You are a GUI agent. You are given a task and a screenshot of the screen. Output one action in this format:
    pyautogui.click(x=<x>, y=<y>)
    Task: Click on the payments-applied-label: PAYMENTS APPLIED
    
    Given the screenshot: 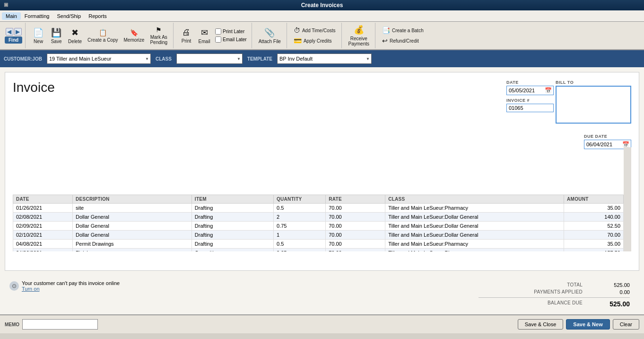 What is the action you would take?
    pyautogui.click(x=558, y=292)
    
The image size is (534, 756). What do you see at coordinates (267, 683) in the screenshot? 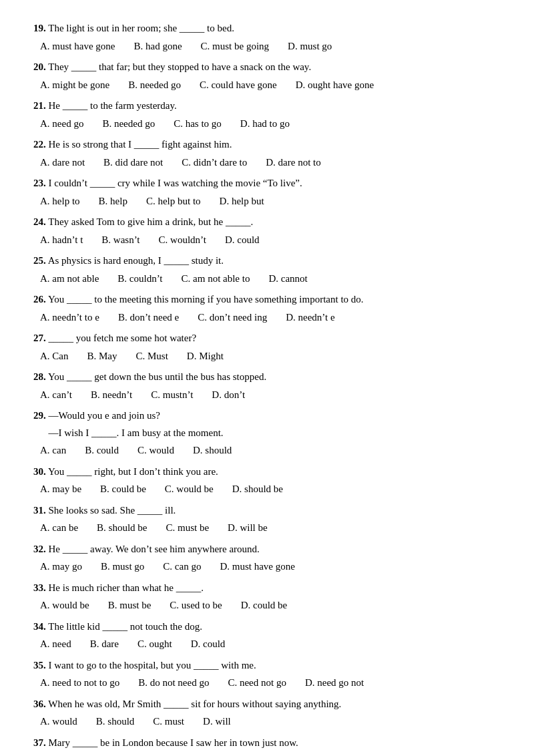
I see `options-line: A. need to not to goB. do not need goC. …` at bounding box center [267, 683].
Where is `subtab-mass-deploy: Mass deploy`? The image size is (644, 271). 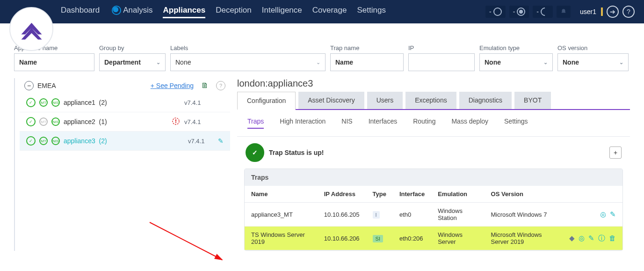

-------------------------

Only what runs from the line containing "The image size is (534, 756)." through the end of the entries above should be extracted, exactly and without pictures.

**EXPECTED ANSWER**
The image size is (534, 756). What do you see at coordinates (267, 683) in the screenshot? 
I see `options-line: A. need to not to goB. do not need goC. …` at bounding box center [267, 683].
Where is `subtab-mass-deploy: Mass deploy`? The image size is (644, 271). 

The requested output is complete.